When the official armed uprising began, the people felt as if their deepest aspirations had finally been realized. The call for resistance spread to every corner of Pakistan and was welcomed by local populations. In major cities such as Karachi, Lahore, Islamabad, and Peshawar, young people prepared to join the struggle, contributing both manpower and funding. They targeted major centers, carried out significant operations against the military across Pakistan, and even brought the resistance’s anger to the airport of the international city of Karachi, where they engaged in bloody clashes with the army.
Yet the military generals still did not face the reality of the situation and refused to acknowledge the truth, believing that by suppressing and oppressing their own people under various pretexts, they could gain advantages from the United States. Consequently, they escalated their use of coercion and tyranny against the resistance. Across the country, thousands of young people were imprisoned on baseless charges, and thousands more were ruthlessly killed under false accusations. Entire villages and homes were emptied and destroyed, forcing the people of all tribal areas to abandon their homeland and migrate. As a result, thousands of families became internally displaced or refugees abroad, and even today they continue to endure the hardships of displacement.
Yet the policy of the military generals remains the same today: they continue to exercise coercion and oppression, with the sole aim of presenting their country as a stronghold of disbelief to the non-Muslim world and securing personal advantages from it. To justify their actions, they also level accusations against neighboring Islamic countries, spread falsehoods, and, whenever possible, create obstacles and carry out attacks against them, presenting these acts to the world as “evidence” of their claims.

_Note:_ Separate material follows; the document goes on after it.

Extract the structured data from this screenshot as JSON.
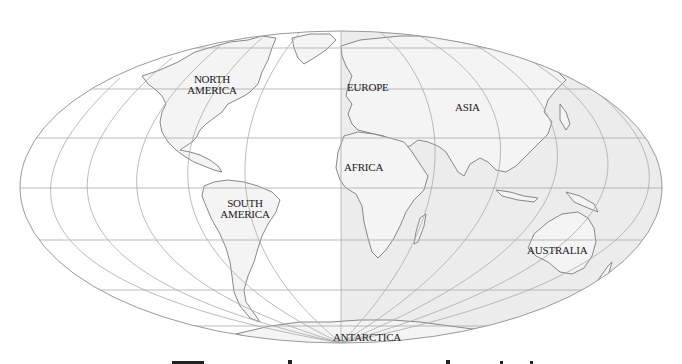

The military generals even enter into agreements to hand over their own people to foreign powers. Hundreds of individuals, such as Aimal Kansi and Aafia Siddiqui, have reportedly been delivered to outsiders in exchange for money, while dozens or even hundreds more have been killed on orders from foreign powers, right here in their own homeland. On this basis, many analysts believe that the current senior military general, Asim Munir, has received directives from the United States and formulated his policies accordingly. As a result, on one hand, he carries out brutal, indiscriminate bombardments in the tribal areas, and on the other, he instills terror in Afghanistan.
But they must understand that oppression is the beginning of the decline of power. The very injustices that you have carried out over the past three decades at the behest of foreign powers and for your own personal gain will become a source of disaster for you, and ultimately, the disbelievers will watch your downfall without offering you any benefit.